42 Ind. 125 | Ind. | 1873
This was an action to enjoin the city from making a donation to the amount of one hundred thousand dollars in aid of The Vincennes and Cairo Railroad’Company. The complaint shows that the plaintiffs are resident tax-payers of the city and liable to be taxed to pay the amount of said donation, if made, and for all city purposes. It is then alleged that on the nth day of December, 1871, there was presented to the common council of said city a petition, by which the council was requested to make the donation in the sum aforesaid, payable as follows: fifty thousand dollars when the said railroad should be completed so as to connect with the Cairo & Vincennes railroad of the State of Illinois, and the two companies shall have completed their roads and have the same running regularly and for the carrying of passengers and freight from Vincennes, Indiana,
Prayer for injunction temporary and perpetual. The complaint was verified by the affidavit of one of the plaintiffs.
A demurrer to the complaint was filed by the defendant, for the reason that the court had no jurisdiction of the subject of the action, and because the said complaint does not state facts sufficient to constitute a cause of action. The demurrer was sustained by the court, and final judgment rendered for the defendant.
The sustaining of this demurrer is the error assigned.

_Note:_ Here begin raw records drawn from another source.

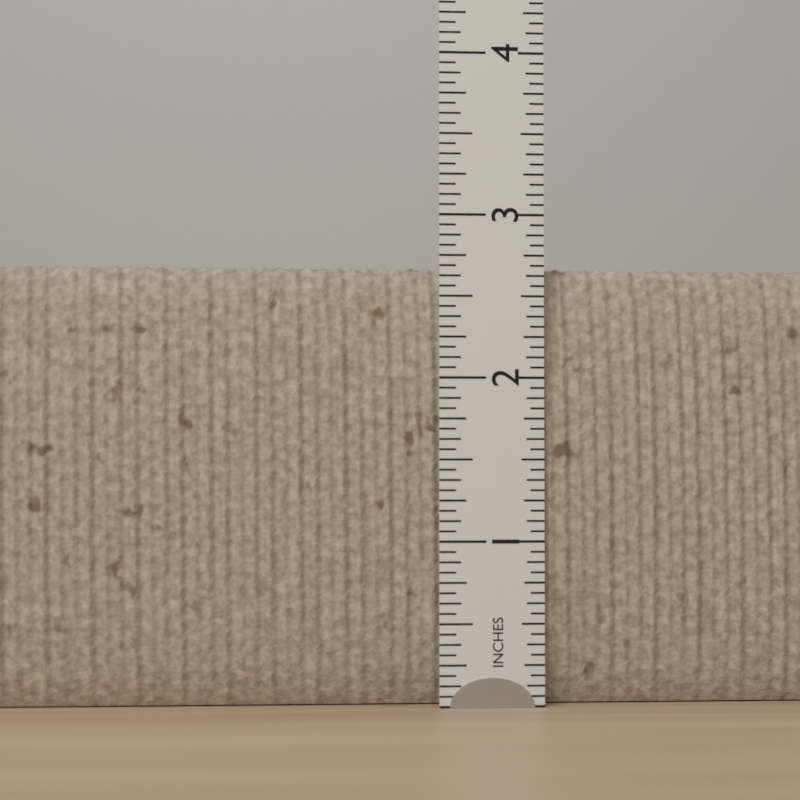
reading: 2.6875 in
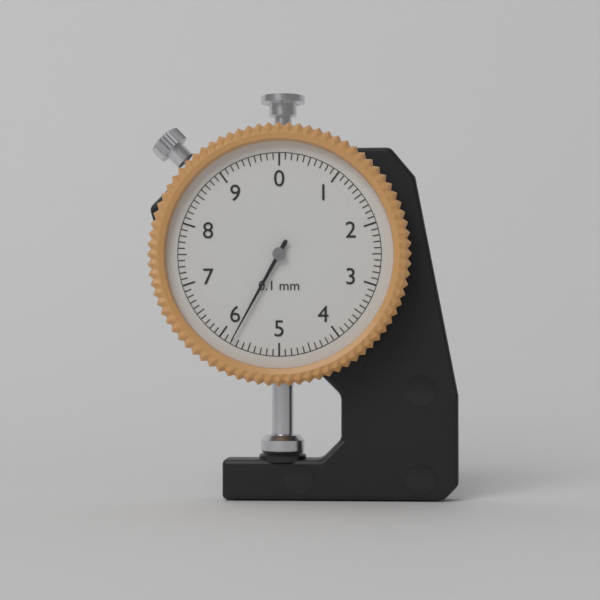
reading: 5.8 mm
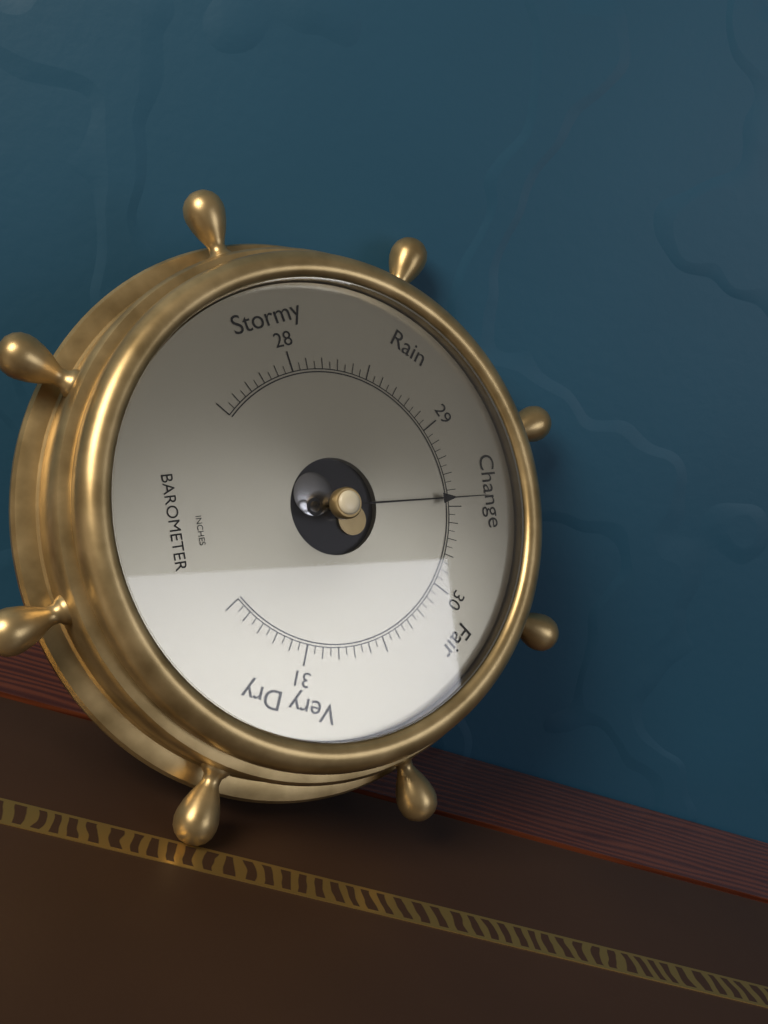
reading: 29.45 inHg
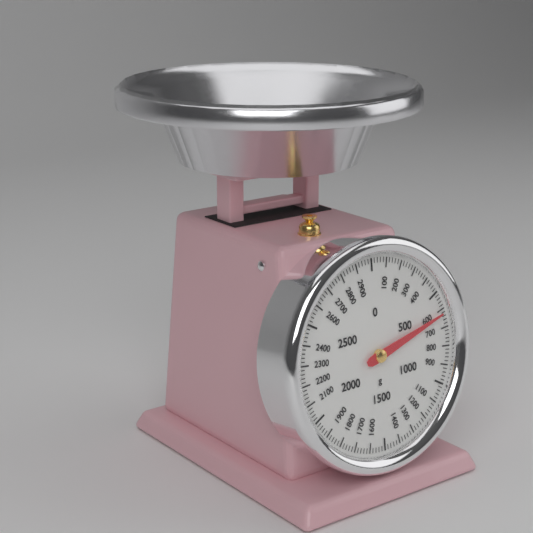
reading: 620 g
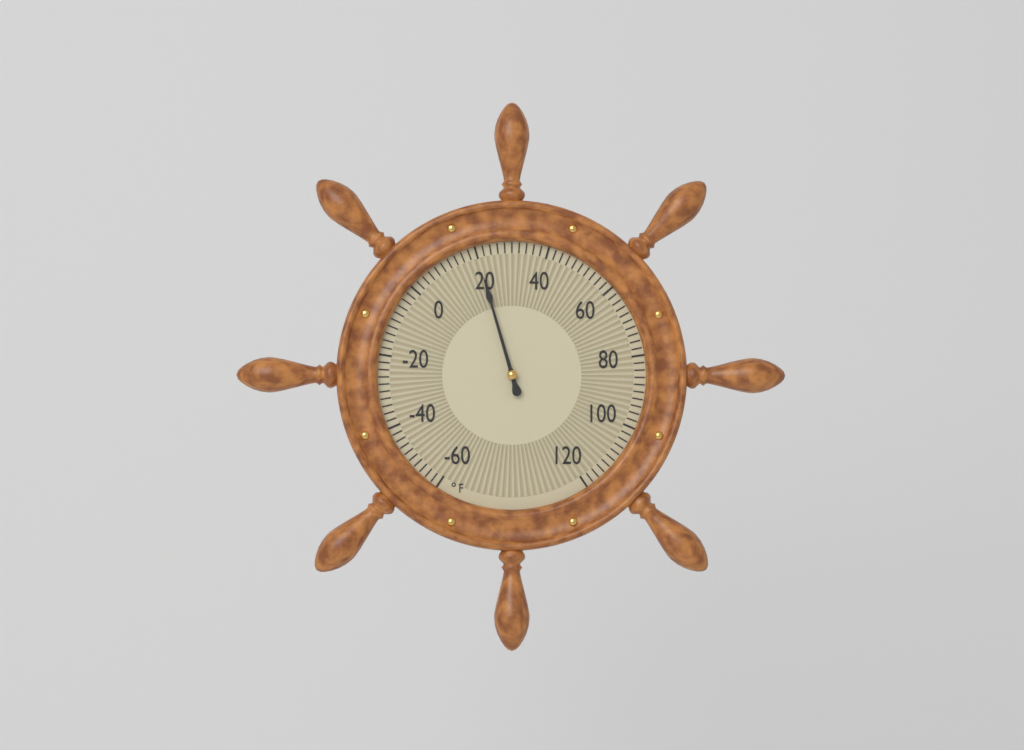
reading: 20 °F
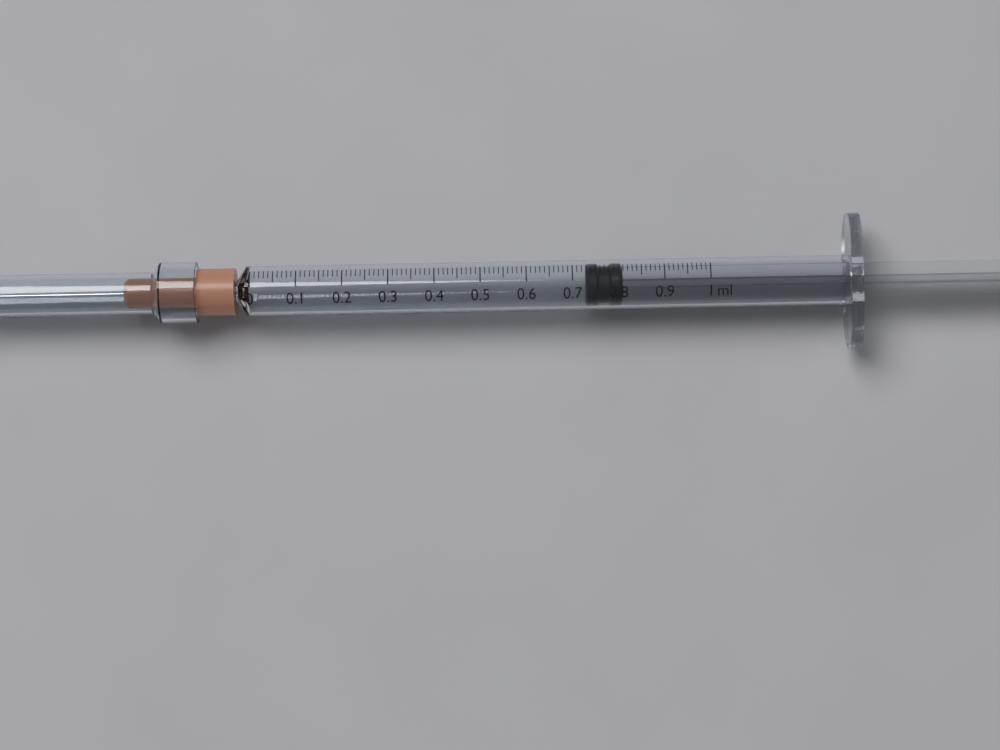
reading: 0.73 ml
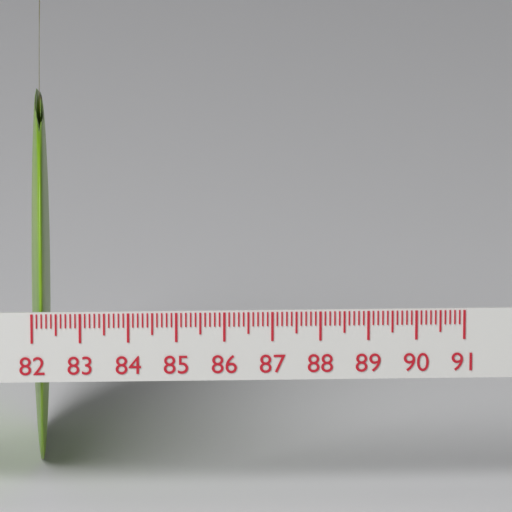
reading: 82.4 (no unit)
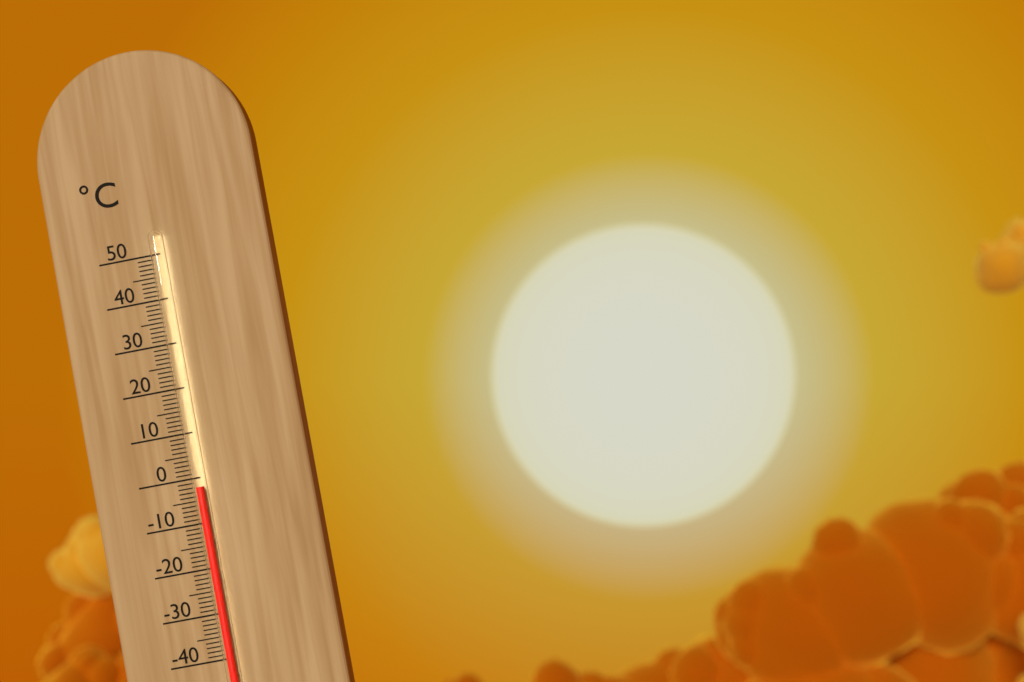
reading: -2 °C
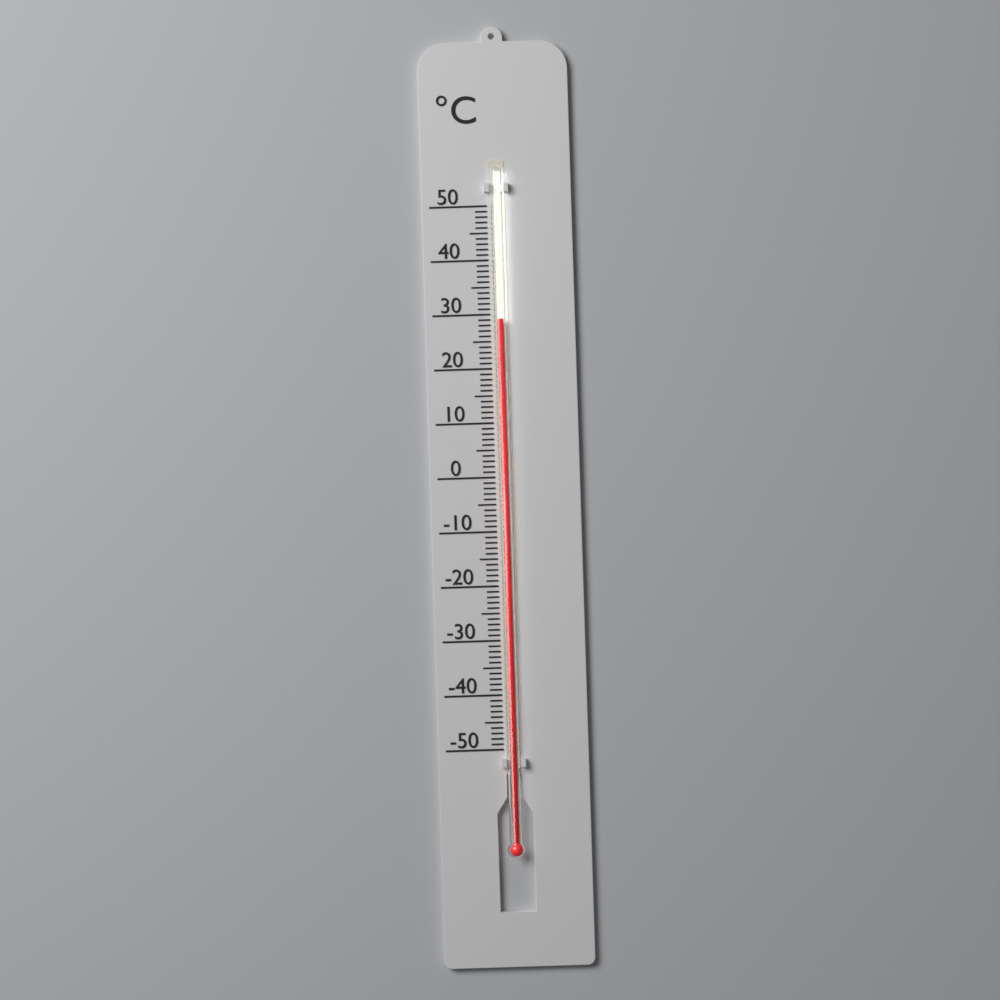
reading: 29 °C
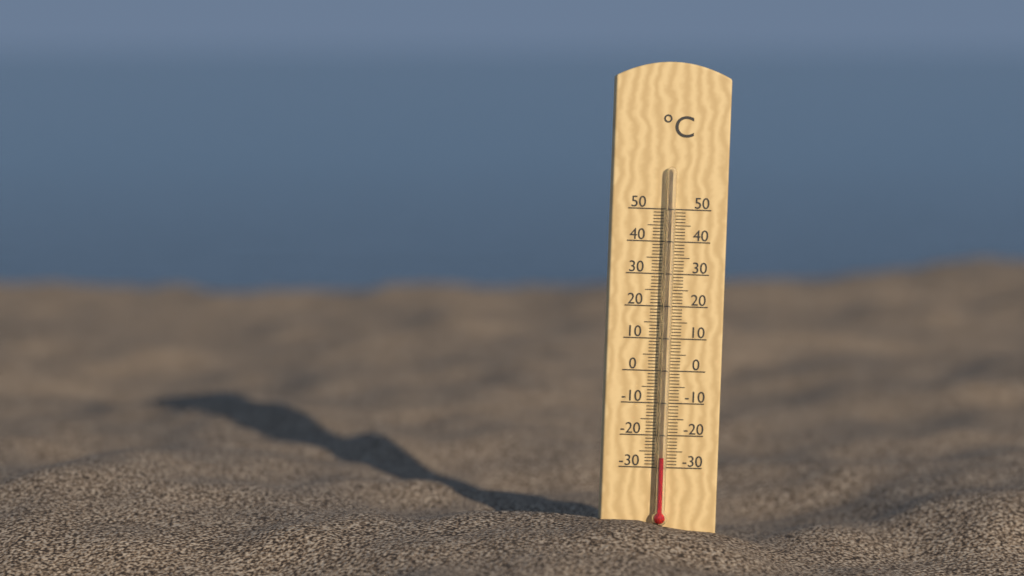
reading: -27 °C
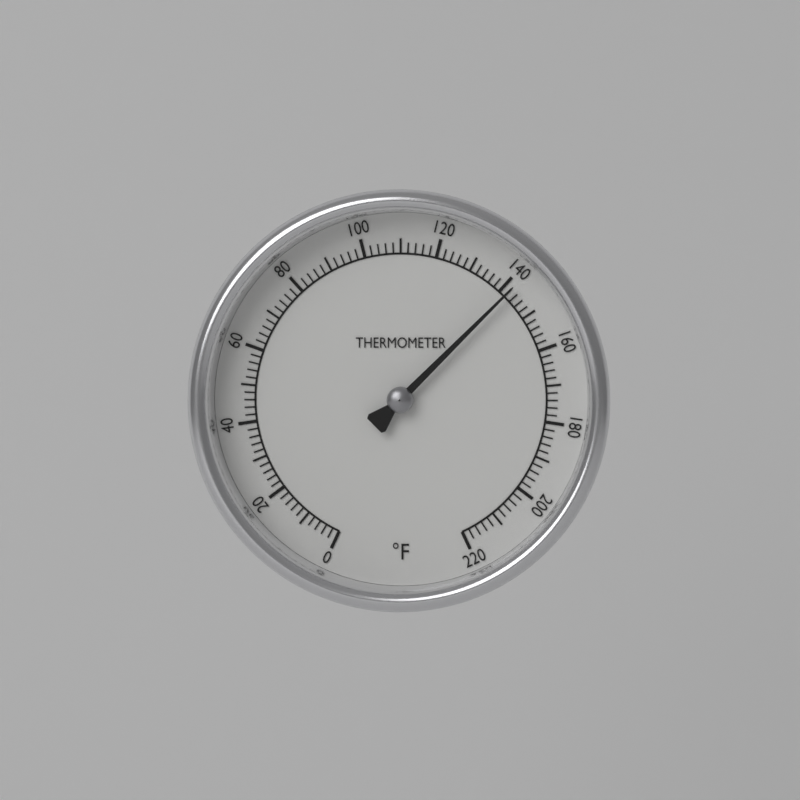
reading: 142 °F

The position assumed by counsel for the appellants is, that the withdrawal of the one hundred and sixty-five names from the petition left less than a majority of the resident freeholders petitioning, and that for this reason the injunction ought to have been granted. The position of counsel for the appellee is, that the court had no jurisdiction of the action ; that the action of the council in deciding upon the question whether a majority of the tax-payers were petitioning or not is conclusive, and that the court can not inquire into the question. It is insisted that the question as to the number of signers to the petition is jurisdictional, and when decided by the council, that its decision is final. On this point we are referred to The Evansville, etc., Railroad Company v. The City of Evansville, 15 Ind. 395, as an authority in support of the views of the appellee. There is a difference, however, between that case and this. There the subscription had been fully made, and thb action was on the subscription to enforce its payment. Here the subscription was not fully made, and the object of the action was to prevent the making of it. Not regarding that case as decisive of this, we proceed to consider the question as to the effect of the action of the petitioners in signing the remonstrance and withdrawing their names from the petition.
The statute provides, “that any city, incorporated under the general law of this State, upon petition of a majority of the resident freeholders of such city, may hereafter subscribe to
A petition is an instrument of writing, or printing, containing a prayer from the person presenting it, called the petitioner, to the body or person to whom it is presented, for the redress of some wrong, or the grant of some favor, which the latter has the right to give. Bouv. Die., tit. Petition.
A remonstrance is defined to be a petition to a court or deliberative body, in which those who have signed it request that something which it is in contemplation to perform shall not be done. Id., tit. Remonstrance.
When a party who has signed a petition for the doing or granting of something afterward signs a remonstrance against the doing or granting of what he has petitioned for, it would seem reasonable that the one should counteract and destroy the effect of the other, if the remonstrance is presented before action has been had in accordance with the petition.
There would seem to be nothing irrevocable in the signing of a petition. We conclude that when the one hundred and sixty-five of the petitioners signed and presented to the council the remonstrance protesting against that for which they had petitioned, and withdrawing their names from the petition, it stood, so far as they were concerned, as though they had never signed it. As to the remonstrants who had not signed the petition, it seems to us that the remonstrance amounted to nothing. The law does not provide for remonstrating as a mode of opposing the granting of the petition. The petition must be signed by a majority of the resident freeholders, and until this has been done, the council should not act. When this condition has been fulfilled, it is immaterial as to remonstrances. But, as we have already held, we think a petitioner by remonstrating neutralizes the effect of his petition.
It is expressly alleged in the complaint that the petitioners who remained after the withdrawal of the one hundred and sixty-five names from the petition did not constitute a majority of the resident freeholders of the city. Without that number, the common council had no right to make the proposed donation. The Evansville, etc., Railroad Co. v. The City of Evansville, supra.
The position contended for by counsel for the appellaee, that so soon as the petition has been presented, signed by a majority of the resident freeholders, the donation becomes at once valid and binding, can not be adopted as a just construction of the statutes in question. Some action on the part of the council seems to be necessary, and it may be essential to the rights of the petitioners that the counci) shall see that a compliance with the proper terms and conditions shall be secured. At all events, the council must ascertain that the petition has been signed by the requisite number of freeholders. This was not done when the remonstrance was presented. Thereafter there was not the requisite number of petitioners asking the donation.
A question suggests itself as to the power of. the city council to donate fifty of the one hundred thousand dollars, on condition .of'.the location of machine shops at Vincennes. Is- it clear that the statutes in question authorize this, even upon the petition of a majority of the freeholders ?
We do not decide anything as to the alleged misrepresen
The judgment is reversed, with costs, and the cause remanded, with instructions to' overrule the demurrer to the complaint, and for further proceedings.